There is no express
enactment by which the pakistan's legislature can assume to render foreigners
subject to the criminal law with reference to acts committed by them beyond the
limits of pakistan. In the words of chief justice Cockburn,
" proposition of
law can be more incontestable or more universally admitted than that, according
to the general law of nations, a foreigner, though criminally responsible to
the law of the nation not his own for acts done by him while within the limits
of its territory, cannot be made responsible to its law for acts done beyond
such limits . The rule must however, be taken subject to this qualification,
namely6, that if the legislature of a particular country should think fit by
express enactment to render foreigners subject to its law with reference to
offences committed beyond the limits of its territory, it would be incumbent,
on the courts of such country to give effect to such enectment, leaving it to
the state to settle the question of international law withthe governmentsof
other nations."
The acts of a
foreigner committed by him in the territory beyond the limits of pakistan do
not, therefore constitute an offence against the penal code, and consequently,
a foreigner cannot be held criminally responsible under that code by the
tribunals of this country for acts committed byhim beyond its territorial
limits.
It is only for acts
done when the person doing them is within the territory over which the authority
of pakistan law extends, that the subjects of a foreign state owe obedience to
that law and can be made amenable to its jurisdiction. Thus when it is sought
to punish a person, who is not a pakistani subject, as an offender in respect
of certain act, the question is not, where was the act committed, but, was the
person at the time when the offence was committed, within the territory of Pakistan.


> _WHAT TO PRODUCE_:
Below are lines of records; copy exactly those from the one containing "The width and" through the one containing "Task: Click on the div: Filters", leaving the pictures behind.

Collected data
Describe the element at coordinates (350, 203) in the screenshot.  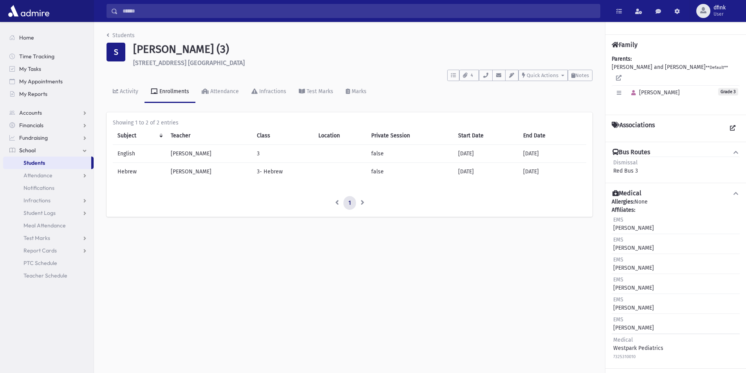
I see `a: 1` at that location.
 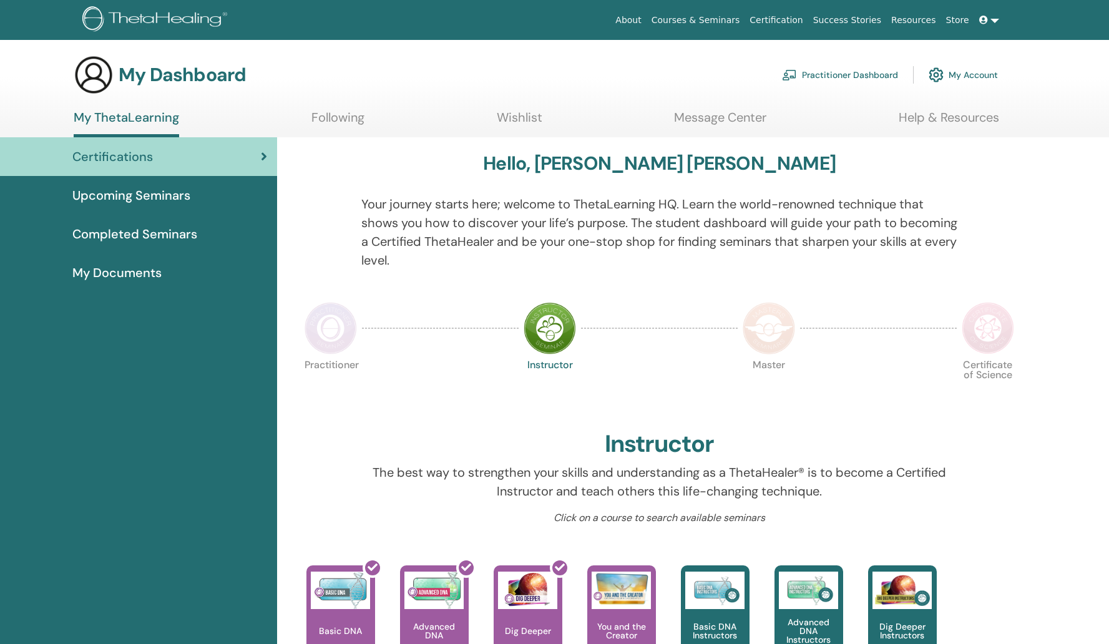 I want to click on p: Basic DNA Instructors, so click(x=715, y=631).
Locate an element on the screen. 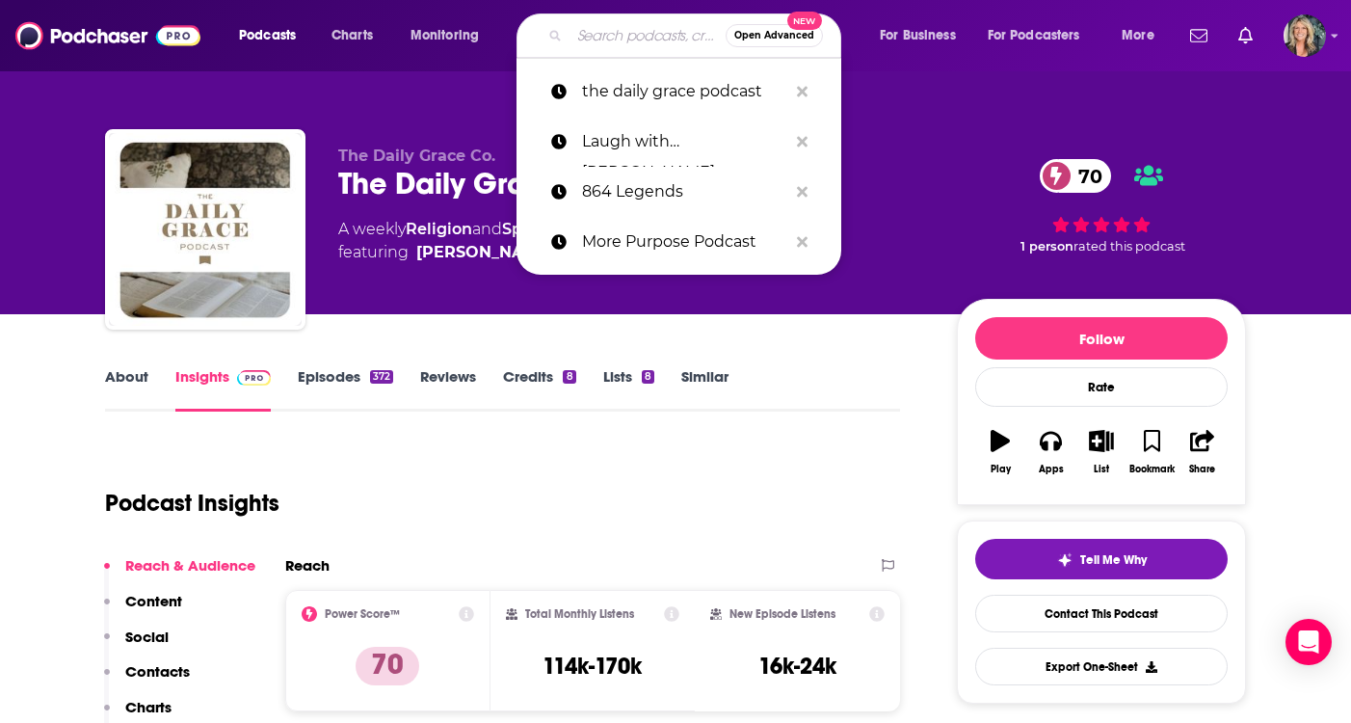 The height and width of the screenshot is (723, 1351). p: Laugh with Janette is located at coordinates (684, 142).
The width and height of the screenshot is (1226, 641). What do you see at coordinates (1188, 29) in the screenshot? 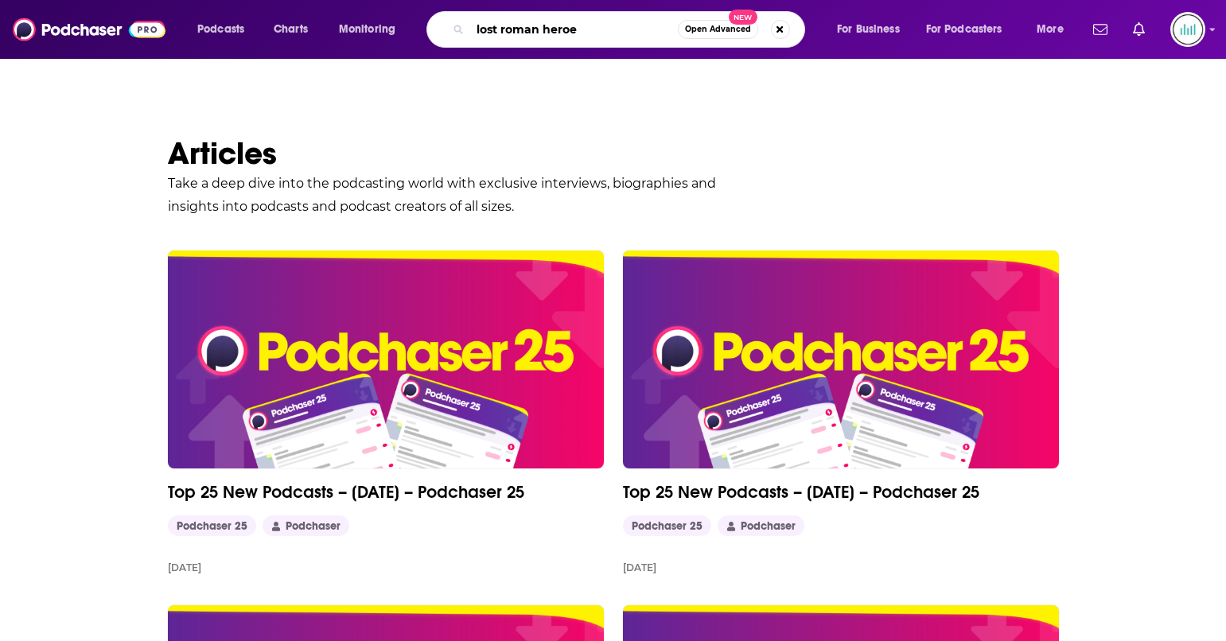
I see `span: Logged in as podglomerate` at bounding box center [1188, 29].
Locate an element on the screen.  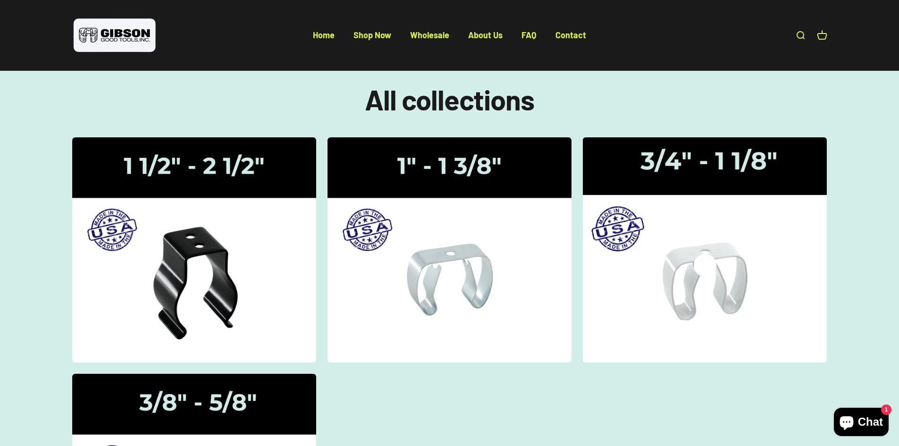
a: Gripper Clips | 3/4" - 1 1/8" is located at coordinates (705, 250).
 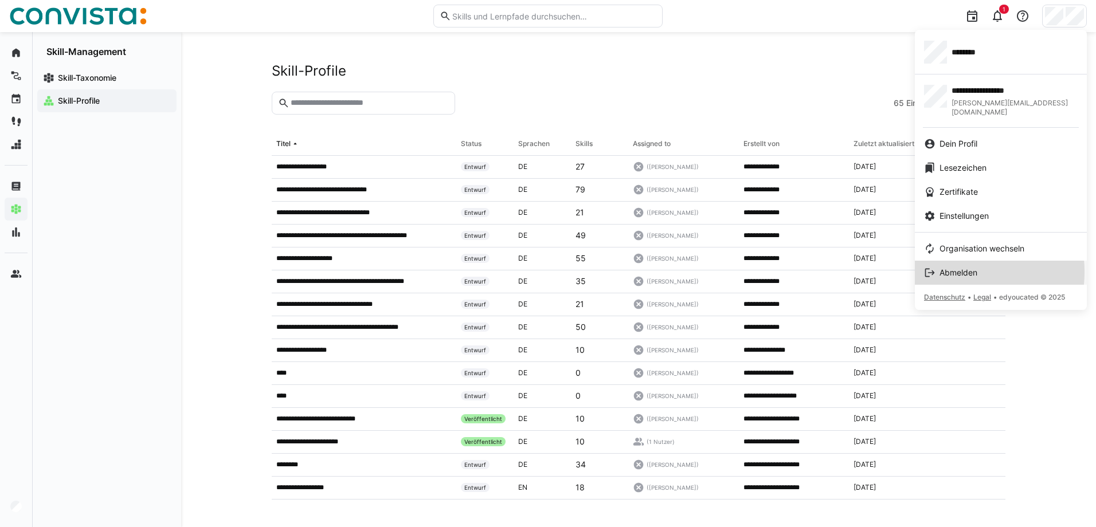 What do you see at coordinates (959, 273) in the screenshot?
I see `span: Abmelden` at bounding box center [959, 273].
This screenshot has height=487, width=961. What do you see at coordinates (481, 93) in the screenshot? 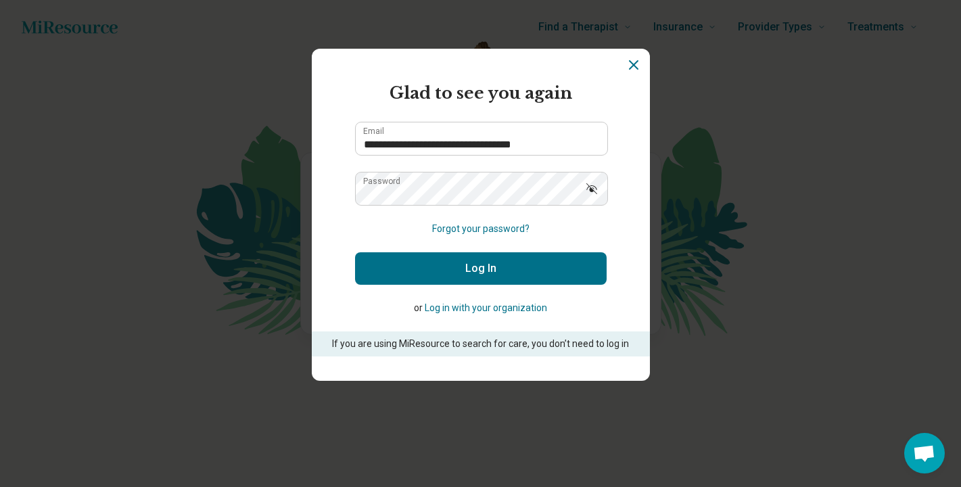
I see `h2: Glad to see you again` at bounding box center [481, 93].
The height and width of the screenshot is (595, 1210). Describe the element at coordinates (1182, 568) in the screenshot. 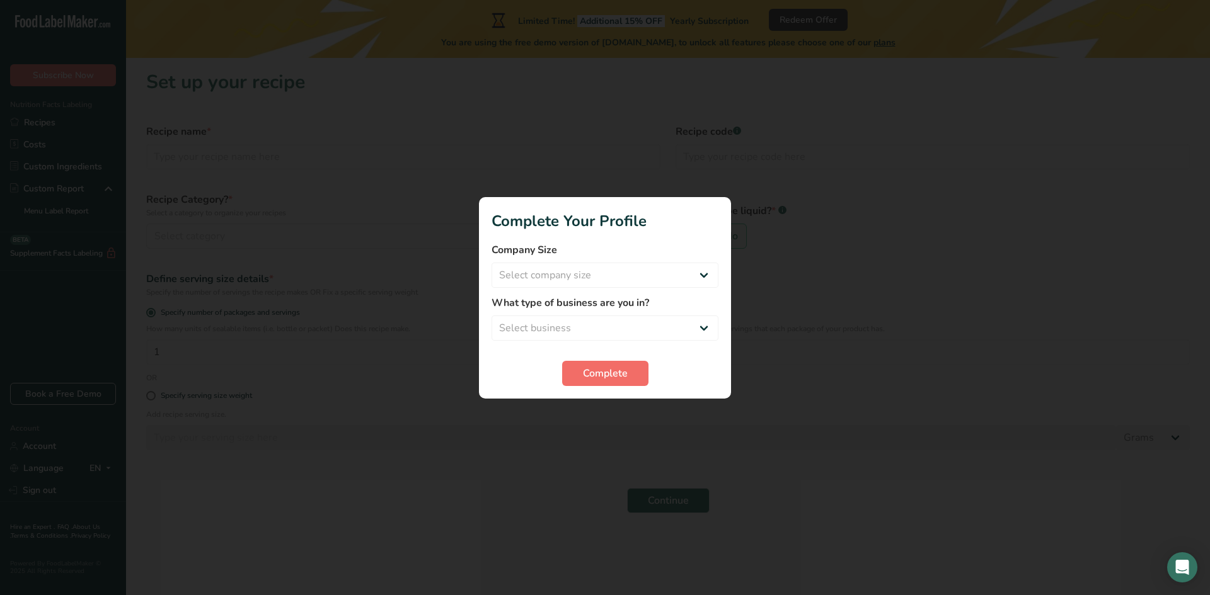

I see `div: Open Intercom Messenger` at that location.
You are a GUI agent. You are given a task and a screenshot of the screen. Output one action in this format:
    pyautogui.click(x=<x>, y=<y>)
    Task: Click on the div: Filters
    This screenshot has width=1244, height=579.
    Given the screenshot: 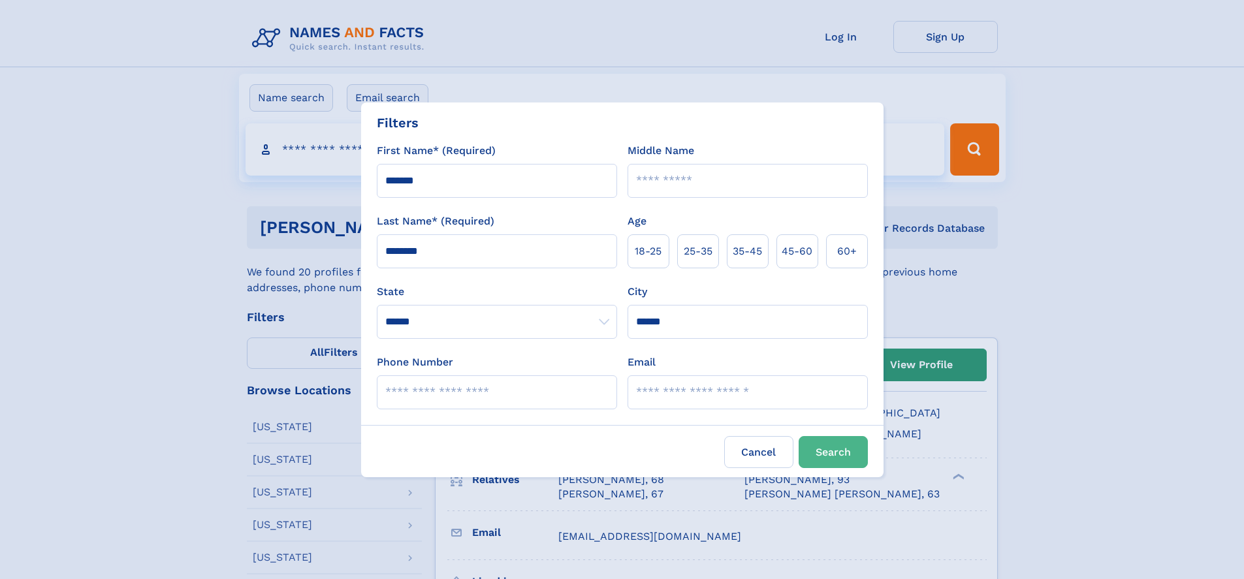 What is the action you would take?
    pyautogui.click(x=398, y=123)
    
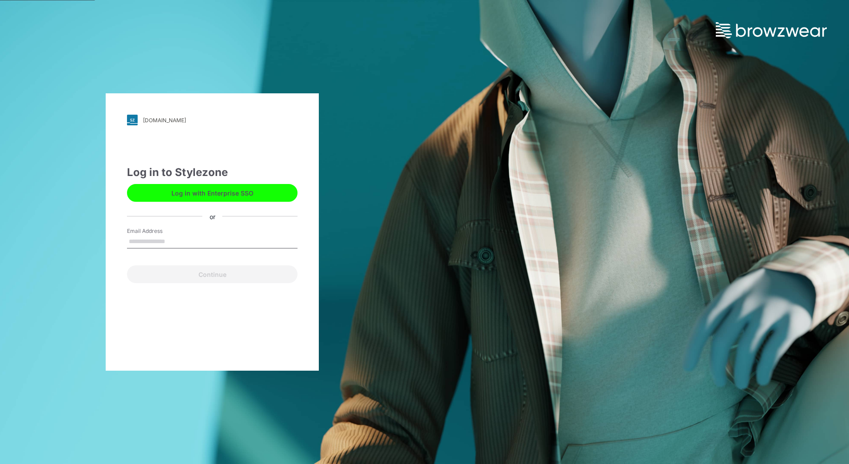 This screenshot has height=464, width=849. I want to click on img: browzwear-logo.73288ffb.svg, so click(771, 30).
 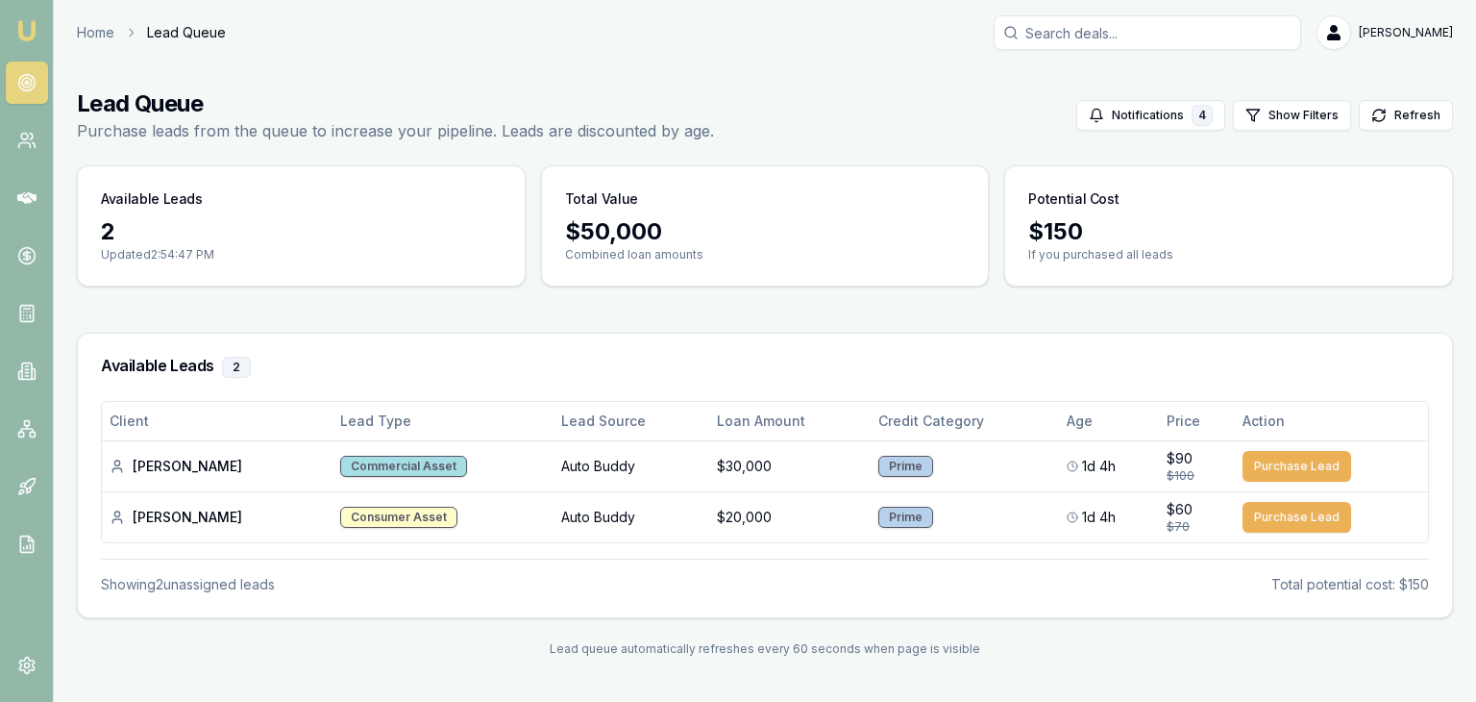 I want to click on td: $20,000, so click(x=790, y=516).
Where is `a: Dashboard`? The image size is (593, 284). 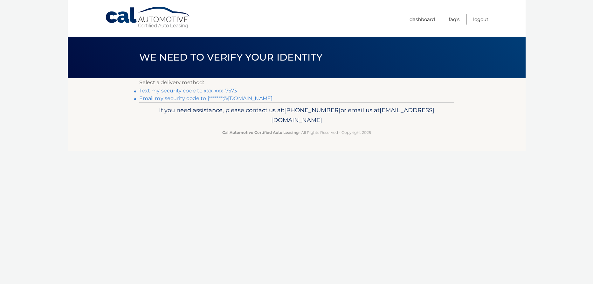 a: Dashboard is located at coordinates (423, 19).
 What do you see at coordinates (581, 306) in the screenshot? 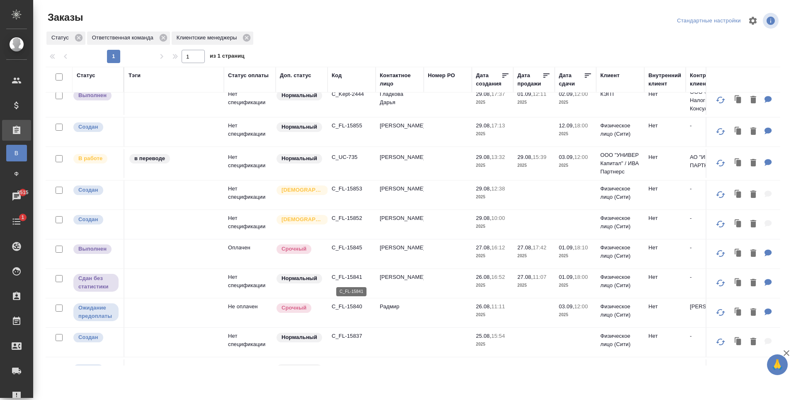
I see `p: 12:00` at bounding box center [581, 306].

> _THE ANSWER_:
The width and height of the screenshot is (1226, 641). What do you see at coordinates (1188, 29) in the screenshot? 
I see `span: Logged in as podglomerate` at bounding box center [1188, 29].
Locate an element on the screen.  
a: Gripper Clips | 3/4" - 1 1/8" is located at coordinates (705, 250).
  What do you see at coordinates (959, 273) in the screenshot?
I see `span: Abmelden` at bounding box center [959, 273].
This screenshot has height=487, width=961. What do you see at coordinates (481, 93) in the screenshot? 
I see `h2: Glad to see you again` at bounding box center [481, 93].
The height and width of the screenshot is (595, 1210). Describe the element at coordinates (1182, 568) in the screenshot. 

I see `div: Open Intercom Messenger` at that location.
You are a GUI agent. You are given a task and a screenshot of the screen. Output one action in this format:
    pyautogui.click(x=<x>, y=<y>)
    Task: Click on the div: Filters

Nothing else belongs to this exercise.